One of the more interesting is the employment of former lawyers as ‘experts’ on news or as news commentarians. While American society is desperately in need of apt legal commentary, all too often, what one gets is a Catherine Crier and Greta Van Susteren - stereotype driven, self-centered, and poorly educated, the Crier-Van Susteren ‘module’ of news reporting is disturbing. And ultimately hollow.
Catherine Crier has been known to conduct national broadcasts on social issues that she knows nothing about and clearly had done little research in an effort to do so. Such an incident took place concerning the federal John’s Law/Drunk Driving legislation in which friends can be held liable for the acts of an intoxicated person. Greta Van Susteren, and Nancy Grace, both fall into a slightly different ‘module’ of the news industry - not only do they know little about the topics discussed on their shows, as a guest on such shows, it becomes painfully clear that neither was much interested from the inception.
As an experiment, when watching all three of these news commentarians, focus on their word selection. A profound invocation of “I” is strewn throughout their language - as if they have personally experienced every topic discussed, whether it is poverty, rape, or auto accidents resulting in murder charges. Ms. Van Susteren is prone to invoking “I’ve been around the block a few times” - in appropriate dismissing tone - to squirm her way out of difficult on-air discussions, usually when she realizes she knows too little about the topic at hand to fend for herself among the guests.
On several national and regional network television appearances, the in-residence network legal ‘expert’ turned to me just before going on camera and asked what he was supposed to be talking about. “All I know is that involved an accident.” Oh.
One ‘expert’ criminal lawyer on CN8 - whom, fascinatingly, no one in his local county courthouse in New Jersey can remember him ever trying a criminal case in his career - asked what he “should say” just seconds before air time. “I don’t want to make a fool of myself.” During a commercial break, the ‘expert’ repeated the gambit. “You will let me know if I get off line, won’t you?” (As not an entirely unrelated aside, it should be known that the supposed expert is known to be intimately involved with female staff members at local television stations.)

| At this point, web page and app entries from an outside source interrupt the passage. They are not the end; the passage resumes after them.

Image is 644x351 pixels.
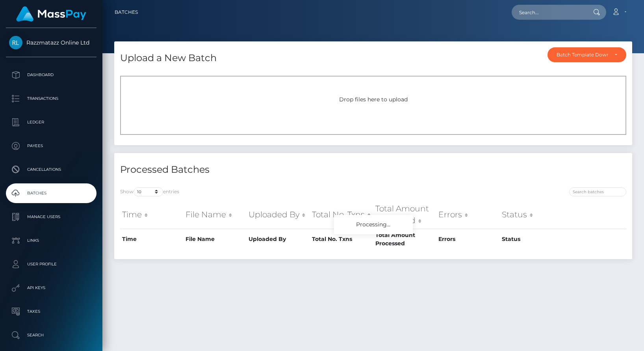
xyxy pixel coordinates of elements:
th: Total No. Txns [310,201,373,229]
img: Razzmatazz Online Ltd [9,36,23,49]
p: Manage Users [9,211,93,223]
h4: Upload a New Batch [120,51,217,65]
th: Uploaded By [247,229,310,250]
p: User Profile [9,258,93,270]
th: Time [120,201,183,229]
p: Links [9,235,93,246]
p: Dashboard [9,69,93,81]
th: Uploaded By [247,201,310,229]
p: API Keys [9,282,93,294]
th: Total Amount Processed [373,229,437,250]
a: Taxes [6,302,97,322]
p: Cancellations [9,164,93,176]
p: Taxes [9,306,93,318]
label: Show entries [120,187,179,196]
a: Payees [6,136,97,156]
a: Batches [6,183,97,203]
th: Errors [436,229,500,250]
a: API Keys [6,278,97,298]
img: MassPay Logo [16,6,86,21]
a: Manage Users [6,207,97,227]
th: Status [500,229,563,250]
a: Ledger [6,112,97,132]
span: Drop files here to upload [339,96,408,103]
p: Payees [9,140,93,152]
input: Search... [511,5,586,20]
input: Search batches [569,187,626,196]
th: Time [120,229,183,250]
th: File Name [183,201,247,229]
span: Razzmatazz Online Ltd [6,39,97,46]
th: Errors [436,201,500,229]
a: Cancellations [6,160,97,179]
button: Batch Template Download [547,47,626,62]
div: Processing... [334,215,413,234]
th: Total Amount Processed [373,201,437,229]
a: Links [6,231,97,250]
a: User Profile [6,254,97,274]
div: Batch Template Download [557,51,608,58]
th: Status [500,201,563,229]
a: Search [6,326,97,345]
a: Transactions [6,89,97,109]
h4: Processed Batches [120,163,367,177]
select: Showentries [134,187,163,196]
p: Transactions [9,93,93,105]
p: Ledger [9,116,93,128]
th: File Name [183,229,247,250]
a: Batches [115,4,138,20]
a: Dashboard [6,65,97,85]
p: Batches [9,187,93,199]
p: Search [9,330,93,341]
th: Total No. Txns [310,229,373,250]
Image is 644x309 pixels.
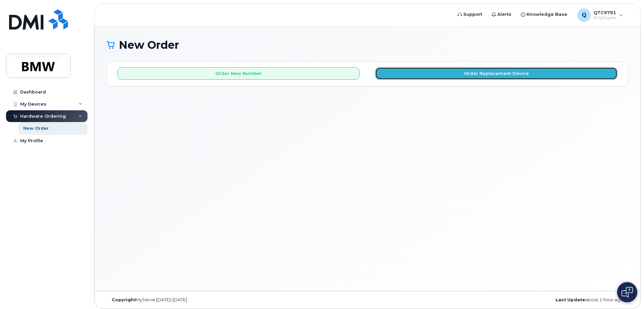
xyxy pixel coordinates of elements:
[107,39,628,51] h1: New Order
[117,67,360,80] button: Order New Number
[455,298,628,303] div: about 1 hour ago
[621,287,633,298] img: Open chat
[107,298,281,303] div: MyServe [DATE]–[DATE]
[112,298,136,302] strong: Copyright
[555,298,585,302] strong: Last Update
[375,67,617,80] button: Order Replacement Device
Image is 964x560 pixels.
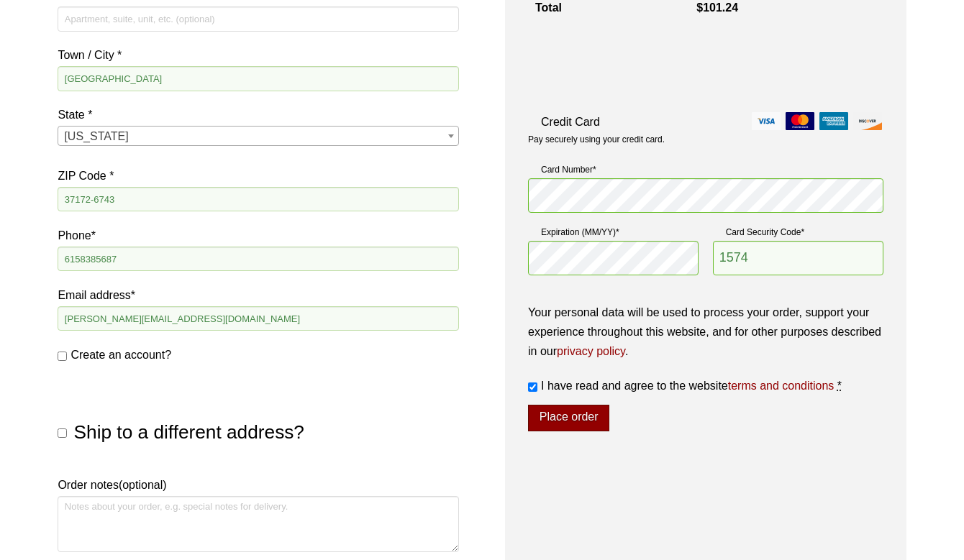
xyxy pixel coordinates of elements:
[528,383,538,392] input: I have read and agree to the websiteterms and conditions *
[57,286,459,305] label: Email address
[728,380,835,392] a: terms and conditions
[58,127,458,147] span: Tennessee
[528,225,699,239] label: Expiration (MM/YY)
[71,349,172,361] span: Create an account?
[820,112,848,130] img: amex
[57,352,67,361] input: Create an account?
[74,421,304,443] span: Ship to a different address?
[541,380,834,392] span: I have read and agree to the website
[57,126,459,146] span: State
[57,105,459,125] label: State
[786,112,815,130] img: mastercard
[57,476,459,495] label: Order notes
[57,7,459,31] input: Apartment, suite, unit, etc. (optional)
[119,479,167,491] span: (optional)
[528,163,883,177] label: Card Number
[57,429,67,438] input: Ship to a different address?
[557,345,625,357] a: privacy policy
[528,112,883,132] label: Credit Card
[57,226,459,245] label: Phone
[528,37,747,92] iframe: reCAPTCHA
[528,405,610,432] button: Place order
[713,241,883,275] input: CSC
[752,112,781,130] img: visa
[713,225,883,239] label: Card Security Code
[528,303,883,362] p: Your personal data will be used to process your order, support your experience throughout this we...
[838,380,842,392] abbr: required
[697,1,739,13] bdi: 101.24
[854,112,883,130] img: discover
[57,45,459,65] label: Town / City
[697,1,703,13] span: $
[528,133,883,146] p: Pay securely using your credit card.
[57,166,459,186] label: ZIP Code
[528,157,883,287] fieldset: Payment Info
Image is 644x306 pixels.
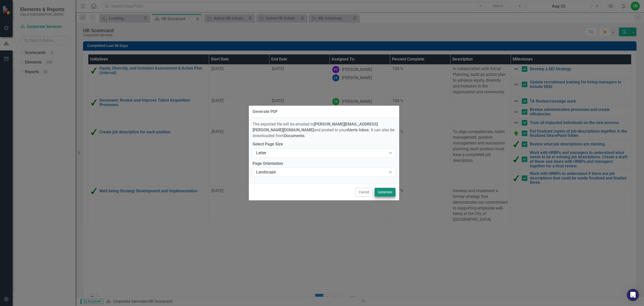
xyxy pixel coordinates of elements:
strong: [PERSON_NAME][EMAIL_ADDRESS][PERSON_NAME][DOMAIN_NAME] [253,122,378,132]
button: Cancel [355,187,373,196]
div: Letter [256,150,387,156]
label: Page Orientation [253,161,396,167]
div: Generate PDF [253,109,278,114]
button: Generate [374,187,396,196]
strong: Documents [284,133,304,138]
strong: Alerts Inbox [347,128,369,132]
div: Open Intercom Messenger [627,288,639,301]
label: Select Page Size [253,142,396,147]
div: Landscape [256,169,387,175]
span: The exported file will be emailed to and posted to your . It can also be downloaded from . [253,122,394,138]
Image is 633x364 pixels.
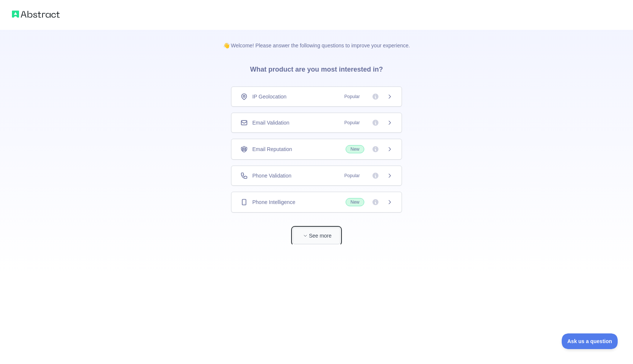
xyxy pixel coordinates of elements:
span: Phone Validation [252,172,291,179]
span: Popular [340,119,364,126]
p: 👋 Welcome! Please answer the following questions to improve your experience. [211,30,422,49]
span: IP Geolocation [252,93,286,100]
span: Popular [340,172,364,179]
span: New [346,198,364,206]
span: Email Reputation [252,146,292,153]
img: Abstract logo [12,9,60,19]
button: See more [293,227,340,244]
iframe: Toggle Customer Support [562,333,618,349]
span: Email Validation [252,119,289,126]
span: Phone Intelligence [252,198,295,206]
h3: What product are you most interested in? [238,49,395,87]
span: New [346,145,364,153]
span: Popular [340,93,364,100]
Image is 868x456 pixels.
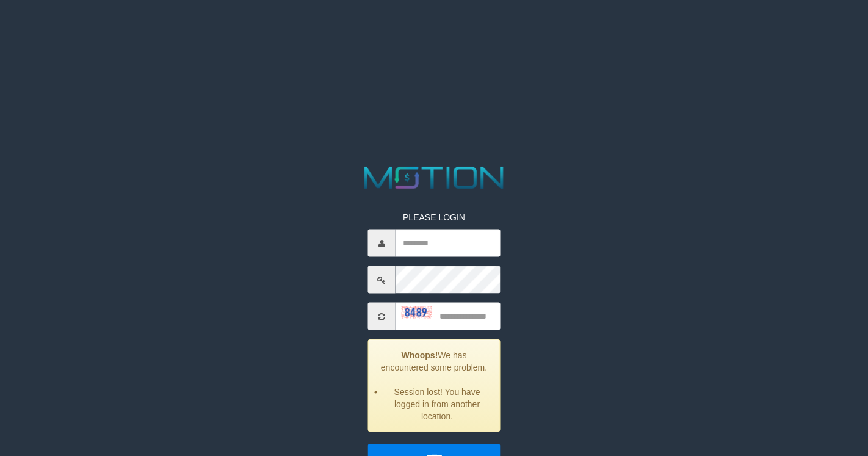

Experts beg for knowledge? The oxymoron would appear inherent.
Anything goes in the 21st Century media exploits - anything to compete with the free flow of information via the Internet.
Which is precisely why so many news organizations are banding together to kill Google’s news search engine. Grafted from free news organization websites around the world, Google’s webpage actually outperforms the Associated Press and The New York Times in breaking stories - at times. As the recent unfortunate mine tragedy in West Virginia noted well, Google outperformed much smaller news outlets like the Philadelphia Inquirer’s webpage hands down. The Inquirer was left standing in the informational dust with a hard-copy newspaper that blared a joyous headline that 12 miners had survived. In fact, all 12 were dead.
What the future holds is anyone’s guess, but it is clear that the traditional gatekeepers of information are mourning their loss of control over Americans - and licking their financial wounds as well. The Philadelphia Inquirer - and many of its brethren in the Knight-Ridder organization - are up for sale.
Look for increasingly desperate attempts by these news organizations to impinge on free access to information on the Internet in the pell-mell pursuit of profits.